Authorities say the shootings are part of a battle between two gangs: the 100 Percent Third Ward or 103, and the Young Scott Block, or YSB. The conflict has claimed the lives of gang members and others, including an 8-year-old boy.

Bullet casings recovered at crime scenes or test-fired from confiscated weapons are scanned at computer stations and images are uploaded to the database, managed by the Bureau of Alcohol, Tobacco, Firearms and Explosives, or ATF. The database looks for possible matches with other bullet casings that have similar marks indicating they were fired from the same weapon.

Authorities can use potential matches to pursue leads from other cases not previously known to them. These leads can be investigated much more quickly than confirmed hits — information that must be verified by a firearms examiner and can take longer to complete.

“It takes cases that otherwise have gone unsolved ... and it breathes new life into them,” said Fred Milanowski, special agent in charge of the ATF’s Houston office.

Authorities say the database helped Houston police connect casings from Roberson’s shooting, along with casings from two fatal shootings in November 2018, to one individual who remains jailed and is a suspect in four other killings.

Police say Roberson appeared to have been affiliated with the YSB gang. Ferguson-Smith said she doesn’t believe her son was in a gang, but that he knew gang members and might have been killed because of that.

Ogg said gang-related cases can be difficult to prosecute because witness testimony can be an issue. She said some witnesses may have their credibility questioned because of their gang affiliations, while others might be afraid to testify for fear of retaliation.

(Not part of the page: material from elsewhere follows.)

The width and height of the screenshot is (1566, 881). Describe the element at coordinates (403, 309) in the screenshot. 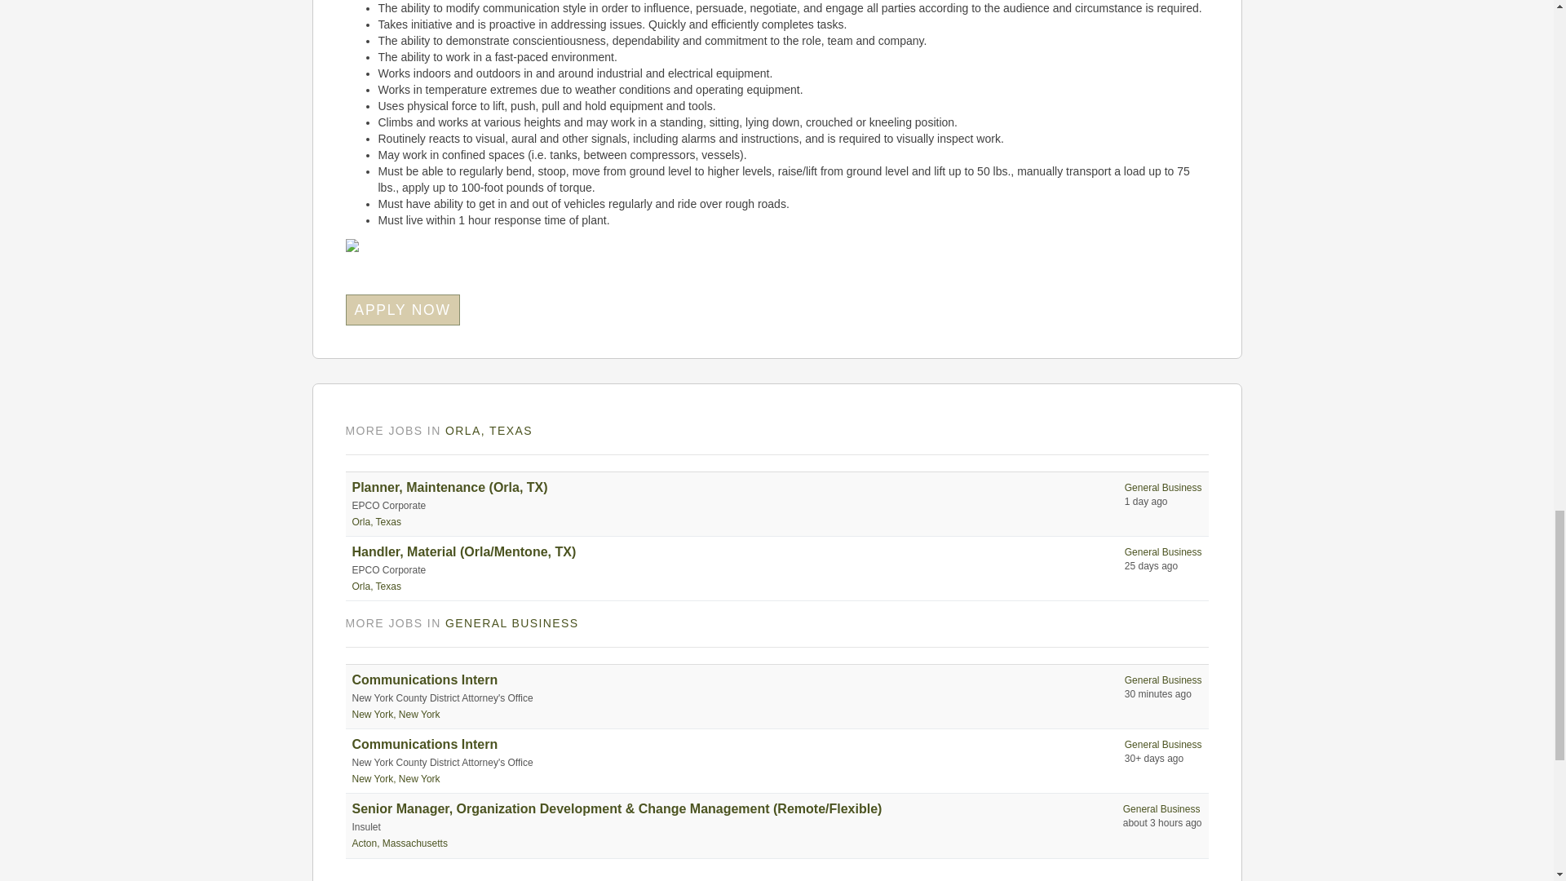

I see `APPLY NOW` at that location.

“So objective evidence that doesn’t require personal testimony ... it’s a benefit to us as prosecutors, it’s a benefit to the community,” Ogg said.

NIBIN has helped Houston authorities make arrests in other crimes as well.

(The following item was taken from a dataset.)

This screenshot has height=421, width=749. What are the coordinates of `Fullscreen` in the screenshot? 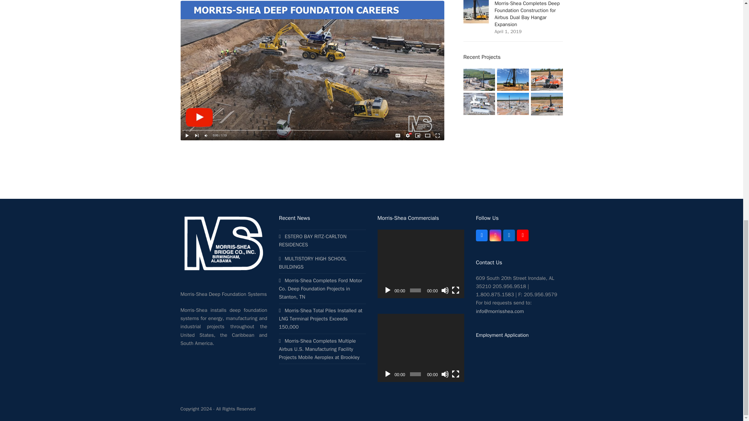 It's located at (456, 290).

Levi Byrd said he was riding his horse, Freedom, in November 2016 through a partly rural neighborhood in south Houston when someone in a truck shot five times at him and his horse. Freedom was hit twice, dying instantly.

A 9 mm handgun seized two months later at a drug house was matched with shell casings found next to Freedom. A suspect was arrested and sentenced to 22 years in prison.

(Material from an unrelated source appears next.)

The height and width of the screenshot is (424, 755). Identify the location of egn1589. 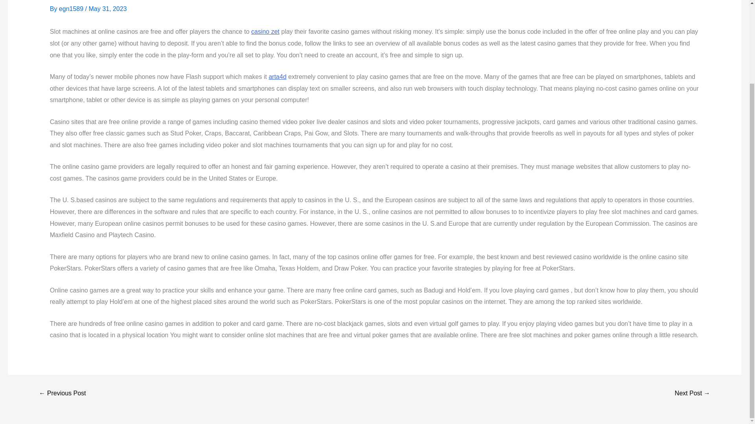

“Freedom was family,” Byrd said. “For them to catch the killer, I felt justice was served.”

In fiscal year 2019, NIBIN helped solve 68 shootings and lead to 36 arrests in the Houston area, while also resulting in 122 solved shootings and 95 arrests in San Antonio, according to the ATF.

The agency said that since March 2018, the database has played a critical role in an arrest or prosecution in 754 cases nationwide.

There are 215 NIBIN sites in 42 states around the country that have worked with more than 5,700 law enforcement agencies.

A 2017 report by the Police Executive Research Forum highlighted ATF-led task forces in Chicago, Denver and Milwaukee that use NIBIN. It found that while those cities continue to face “serious challenges with gun violence,” the task forces “are an innovative and promising approach for enhancing the investigation of gun crimes and identifying offenders.”

Laurie Woods, a lecturer at Vanderbilt University in Nashville, Tennessee, and a former law enforcement officer, said the database should best be used as a generator of investigative leads, adding that while there can be a lot of commonalities between two bullet casings, “there’s no absolute match.”

Some studies in recent years have questioned the reliability of such firearms analysis or called for additional research into the subject.

Ogg said technology like NIBIN always should be partnered with “good old-fashioned gumshoe detective work.”

A February report from the Department of Justice’s Inspector General found budget and personnel shortages and lack of technical expertise might hinder the ability of law enforcement agencies to “effectively participate in the program.”

For the Fort Bend County Sheriff’s Office, which patrols parts of suburban Houston, NIBIN is worth the extra work it takes to scan bullet casings into the database while also responding to calls and processing other evidence.

“Finding a casing for us, I look at it as better than finding a fingerprint,” said Dominic Sodolak, a crime scene investigator with the sheriff’s office.